"What is a supermodel?" People sometimes ask me. It has a few definitions and sometimes people argue over them, much the way Heidi Klum and Elle MacPherson fight over who is called "The Body." *
But if you're reading this column, your definition of a 'supermodel' is an aspect of complexity science that incorporates multiple variables to try and spit out the best solution.
Ha Ha Ha.
Okay, okay, supermodels can also be really hot chicks blessed with the combination of low self-esteem and shockingly loose morals that allow them to easily be tricked into deviant sex. Just this once we get to discuss both. And by both, I mean just the hot chicks.
So what makes a supermodel super? Like many important things in life, we can look back in time and see if history gives us an answer that saves us some effort today.
For centuries mathematicans have been intrigued by the "Golden Ratio" because it appears so often in geometry. Is a "golden ratio" something German eurotrash does because they are bored with their sex lives? No, it is a ratio that is the midpoint between asymmetry and symmetry. Defined it is when "the whole is to the larger as the larger is to the smaller".In numerical terms, it is 1.618.
Leonardo Da Vinci, who wrote this blog somewhere around 1500 AD, was the first to use the term golden ratio but in later years American mathematician Mark Barr used the Greek letter Φ (phi) to represent it and that is common today.Stairways, buildings, paper sizes and lots of other things use Φ in their designs because it is inherently pleasing to us. In music, the octave, fifth, and major and minor sixths are ratios of consecutive numbers of the Fibonacci sequence, making them the closest low integer ratios to the golden ratio. This knowledge of the golden ratio is why, when people ask me how I play music so well, I am always able to respond, "Because I am a scientist." Music is math people. For the definitive work on this concept go and buy ( do not rent ) Young Einstein. The soundtrack rules my face too.
So how does it relate to supermodels?It turns out that the golden ratio in faces may decide what we like too. This study at the University of Regensburg examined the role of the golden ratio in our perception of beauty. Their tests basically created mirror images along vertical axes, which means perfect symmetry, but that was really their control data. Obviously mirroring the left or right half of a face leads to perfect symmetry but doesn't make someone attractive. They also used more advanced morphing techniques to try and determine what about the golden ratio makes us view some people as more attractive and not others.
Is it conclusive? No, some people like more irregularity than others. I like quirky noses, for example, but Lady Scientist has a perfectly shaped head and that is appealling also.Here is a sample problem using the golden ratio. Look at the picture below and then tell us all which of these mathematical constructs is the best science.
*I don't read Time but Elle says they anointed her that in 1986. Heidi was the first time I ever heard it used about anyone, even if I never thought she was all that great. So given a choice I would go with Elle but, if she was called that first, it didn't stick, since even a guy who writes a column called Science And Supermodels didn't know she had it.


Work order ▸ Scan the records for the string "peak", then copy each line that has it.

Records from a collection of figures
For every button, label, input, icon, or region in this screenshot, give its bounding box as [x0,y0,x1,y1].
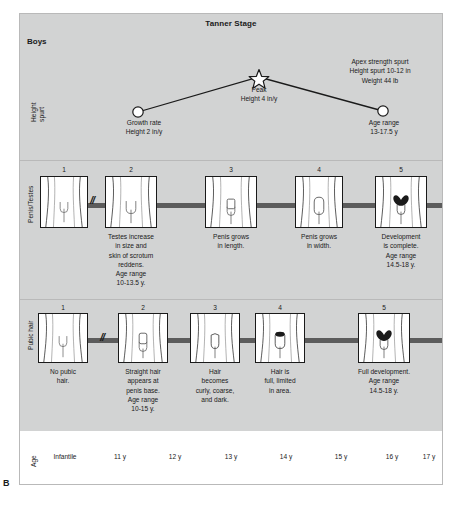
pubic-stage-figure-5 [359,314,409,362]
pubic-stage-number-5: 5 [358,304,410,311]
age-range-label: Age range 13-17.5 y [338,118,430,137]
penis-stage-figure-4 [296,177,342,227]
penis-stage-number-2: 2 [105,166,157,173]
penis-cap2-l1: Testes increase [97,232,165,241]
age-tick-0: Infantile [38,453,92,460]
pubic-cap2-l5: 10-15 y. [109,404,177,413]
penis-cap5-l4: 14.5-18 y. [367,260,435,269]
penis-stage-number-3: 3 [205,166,257,173]
separator-2 [20,299,442,300]
penis-row-break-mark: // [90,194,94,206]
pubic-stage-figure-1 [39,314,87,362]
pubic-stage-number-1: 1 [38,304,88,311]
penis-cap5-l1: Development [367,232,435,241]
penis-stage-number-1: 1 [40,166,88,173]
pubic-cap3-l3: curly, coarse, [181,386,249,395]
pubic-cap4-l1: Hair is [246,367,314,376]
penis-cap2-l4: reddens. [97,260,165,269]
pubic-stage-number-3: 3 [190,304,240,311]
penis-cap4-l1: Penis grows [285,232,353,241]
row-label-penis-testes: Penis/Testes [27,186,34,223]
pubic-stage-caption-1: No pubic hair. [29,367,97,386]
age-tick-1: 11 y [100,453,140,460]
penis-stage-figure-2 [106,177,156,227]
penis-stage-panel-2 [105,176,157,228]
separator-1 [20,160,442,161]
growth-rate-line2: Height 2 in/y [98,127,190,136]
pubic-stage-caption-5: Full development. Age range 14.5-18 y. [342,367,426,395]
pubic-stage-figure-4 [256,314,304,362]
penis-stage-panel-1 [40,176,88,228]
row-label-pubic-hair: Pubic hair [27,321,34,350]
penis-stage-panel-3 [205,176,257,228]
penis-stage-figure-1 [41,177,87,227]
penis-cap2-l3: skin of scrotum [97,251,165,260]
pubic-stage-figure-3 [191,314,239,362]
penis-stage-caption-5: Development is complete. Age range 14.5-… [367,232,435,269]
pubic-cap2-l1: Straight hair [109,367,177,376]
penis-cap2-l2: in size and [97,241,165,250]
apex-strength-note: Apex strength spurt Height spurt 10-12 i… [318,57,442,85]
pubic-stage-caption-4: Hair is full, limited in area. [246,367,314,395]
age-tick-5: 15 y [321,453,361,460]
pubic-cap1-l1: No pubic [29,367,97,376]
age-tick-7: 17 y [412,453,446,460]
figure-panel-letter: B [3,478,10,488]
penis-cap5-l2: is complete. [367,241,435,250]
row-label-age: Age [30,455,37,467]
penis-cap5-l3: Age range [367,251,435,260]
pubic-stage-number-2: 2 [118,304,168,311]
pubic-stage-panel-5 [358,313,410,363]
apex-note-line2: Height spurt 10-12 in [318,66,442,75]
growth-rate-label: Growth rate Height 2 in/y [98,118,190,137]
pubic-cap4-l2: full, limited [246,376,314,385]
pubic-cap5-l3: 14.5-18 y. [342,386,426,395]
pubic-cap2-l2: appears at [109,376,177,385]
growth-rate-line1: Growth rate [98,118,190,127]
pubic-stage-figure-2 [119,314,167,362]
age-tick-6: 16 y [372,453,412,460]
penis-stage-caption-2: Testes increase in size and skin of scro… [97,232,165,288]
penis-stage-number-4: 4 [295,166,343,173]
pubic-cap4-l3: in area. [246,386,314,395]
penis-cap2-l5: Age range [97,269,165,278]
penis-stage-caption-3: Penis grows in length. [197,232,265,251]
age-tick-2: 12 y [155,453,195,460]
pubic-cap3-l4: and dark. [181,395,249,404]
apex-note-line1: Apex strength spurt [318,57,442,66]
pubic-cap2-l3: penis base. [109,386,177,395]
pubic-stage-panel-1 [38,313,88,363]
pubic-cap5-l2: Age range [342,376,426,385]
pubic-stage-panel-2 [118,313,168,363]
pubic-stage-caption-3: Hair becomes curly, coarse, and dark. [181,367,249,404]
peak-label: Peak Height 4 in/y [213,85,305,104]
pubic-row-break-mark: // [100,331,104,343]
penis-cap4-l2: in width. [285,241,353,250]
apex-note-line3: Weight 44 lb [318,76,442,85]
pubic-stage-panel-4 [255,313,305,363]
pubic-cap5-l1: Full development. [342,367,426,376]
penis-stage-figure-5 [376,177,426,227]
age-tick-3: 13 y [211,453,251,460]
pubic-cap3-l1: Hair [181,367,249,376]
penis-stage-panel-4 [295,176,343,228]
peak-line2: Height 4 in/y [213,94,305,103]
peak-line1: Peak [213,85,305,94]
age-range-line2: 13-17.5 y [338,127,430,136]
pubic-stage-panel-3 [190,313,240,363]
pubic-cap1-l2: hair. [29,376,97,385]
age-range-line1: Age range [338,118,430,127]
penis-cap2-l6: 10-13.5 y. [97,278,165,287]
sex-label: Boys [27,37,47,46]
pubic-stage-number-4: 4 [255,304,305,311]
penis-cap3-l1: Penis grows [197,232,265,241]
penis-cap3-l2: in length. [197,241,265,250]
penis-stage-figure-3 [206,177,256,227]
penis-stage-caption-4: Penis grows in width. [285,232,353,251]
pubic-stage-caption-2: Straight hair appears at penis base. Age… [109,367,177,413]
pubic-cap2-l4: Age range [109,395,177,404]
penis-stage-panel-5 [375,176,427,228]
page-title: Tanner Stage [0,19,462,28]
penis-stage-number-5: 5 [375,166,427,173]
age-tick-4: 14 y [266,453,306,460]
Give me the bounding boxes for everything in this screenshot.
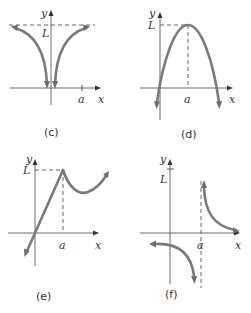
y-axis-label: y [160,154,166,165]
point-a-label: a [197,240,204,251]
curve-arrow-icon [201,180,207,188]
curve-arrow-icon [154,101,160,109]
graph-c-plot [0,0,125,156]
curve-arrow-icon [11,25,18,32]
limit-label: L [23,165,30,176]
curve-arrow-icon [83,25,90,32]
x-axis-arrow-icon [93,231,99,236]
right-branch-curve [55,28,86,84]
y-axis-arrow-icon [49,10,54,16]
graph-panel-f: y L a x (f) [125,156,251,313]
x-axis-label: x [98,94,104,105]
limit-label: L [160,174,167,185]
x-axis-arrow-icon [95,86,101,91]
limit-label: L [148,20,155,31]
x-axis-arrow-icon [227,86,233,91]
panel-caption: (e) [36,291,51,302]
graph-panel-e: y L a x (e) [0,156,125,313]
right-curve [63,170,106,193]
y-axis-arrow-icon [168,159,173,165]
point-a-label: a [184,94,191,105]
graph-panel-d: y L a x (d) [125,0,251,156]
curve-arrow-icon [191,276,197,284]
panel-caption: (d) [181,129,197,140]
y-axis-arrow-icon [33,159,38,165]
panel-caption: (c) [44,127,59,138]
y-axis-label: y [41,8,47,19]
panel-caption: (f) [165,289,177,300]
x-axis-label: x [229,94,235,105]
point-a-label: a [59,240,66,251]
x-axis-label: x [95,240,101,251]
right-branch-curve [204,188,235,230]
y-axis-label: y [149,8,155,19]
graph-f-plot [125,156,251,313]
linear-curve [27,170,63,251]
y-axis-arrow-icon [158,12,163,18]
curve-arrow-icon [149,241,156,248]
graph-panel-c: y L a x (c) [0,0,125,156]
curve-arrow-icon [216,101,222,109]
point-a-label: a [78,94,85,105]
left-branch-curve [155,244,194,276]
graph-e-plot [0,156,125,313]
limit-label: L [42,28,49,39]
x-axis-label: x [235,240,241,251]
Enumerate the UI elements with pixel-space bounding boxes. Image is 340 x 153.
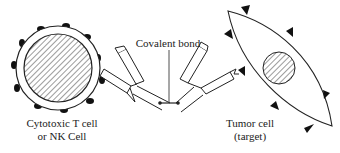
target-cell (224, 5, 332, 133)
label-covalent-bond: Covalent bond (136, 37, 201, 49)
label-target-cell-line1: Tumor cell (226, 117, 274, 129)
label-effector-cell-line2: or NK Cell (38, 130, 87, 142)
effector-cell-nucleus (24, 34, 92, 102)
label-target-cell-line2: (target) (234, 130, 267, 143)
effector-cell (11, 23, 105, 113)
label-effector-cell-line1: Cytotoxic T cell (26, 117, 97, 129)
diagram-canvas: Cytotoxic T cell or NK Cell Covalent bon… (0, 0, 340, 153)
target-cell-nucleus (263, 52, 295, 84)
antibody-left-arm (100, 46, 170, 110)
antibody-right-arm (176, 42, 239, 112)
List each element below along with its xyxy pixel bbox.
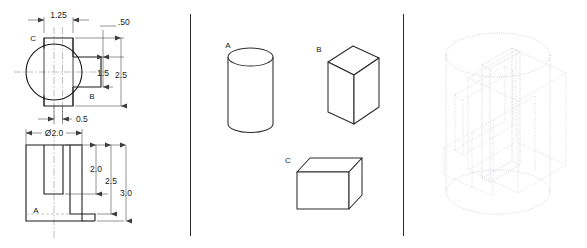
cylinder-top-ellipse	[228, 48, 273, 66]
solid-label-c: C	[285, 156, 291, 165]
plate-front-face	[297, 172, 349, 209]
wireframe-cylinder-top-ellipse	[446, 33, 550, 77]
part-label-c-top-view: C	[30, 34, 36, 43]
dim-text-2-5-front-view: 2.5	[105, 176, 117, 186]
front-view: Ø2.0 A 2.0 2.5 3.0	[26, 128, 132, 240]
top-view: 1.25 C .50 1.5 2.5 B 0.5	[14, 10, 130, 125]
dim-text-1-25: 1.25	[50, 10, 67, 20]
solid-label-b: B	[316, 45, 321, 54]
part-label-a-front-view: A	[33, 206, 39, 215]
wireframe-cylinder-bottom-ellipse	[446, 170, 550, 214]
dim-text-0-50: .50	[118, 17, 130, 27]
solid-c-plate: C	[285, 156, 362, 209]
wireframe-cross-member-top	[455, 66, 513, 100]
wireframe-prism-bottom	[468, 142, 566, 193]
dim-text-0-5: 0.5	[76, 114, 88, 124]
solid-a-cylinder: A	[225, 41, 273, 133]
part-label-b-top-view: B	[89, 92, 94, 101]
front-view-slot-outline	[44, 145, 63, 194]
wireframe-prism-verticals	[468, 50, 566, 193]
wireframe-assembly	[444, 33, 566, 214]
solid-label-a: A	[225, 41, 231, 50]
wireframe-cross-member-bottom	[455, 121, 513, 155]
wireframe-cross-member-verticals	[455, 66, 513, 155]
dim-text-2-5-top-view: 2.5	[115, 70, 127, 80]
wireframe-plate-bottom	[482, 161, 520, 182]
wireframe-slot-edges	[493, 96, 535, 196]
solid-b-prism: B	[316, 45, 379, 124]
wireframe-base-diagonals	[444, 120, 493, 196]
technical-drawing-canvas: 1.25 C .50 1.5 2.5 B 0.5 Ø2.	[0, 0, 587, 248]
dim-text-1-5: 1.5	[97, 68, 109, 78]
cylinder-bottom-arc	[228, 124, 273, 133]
dim-text-2-0: 2.0	[90, 164, 102, 174]
drawing-sheet: 1.25 C .50 1.5 2.5 B 0.5 Ø2.	[0, 0, 587, 248]
dim-text-3-0: 3.0	[120, 188, 132, 198]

Result of this task ▸
peak-label: Peak Height 4 in/y [213,85,305,104]
peak-line2: Height 4 in/y [213,94,305,103]
peak-line1: Peak [213,85,305,94]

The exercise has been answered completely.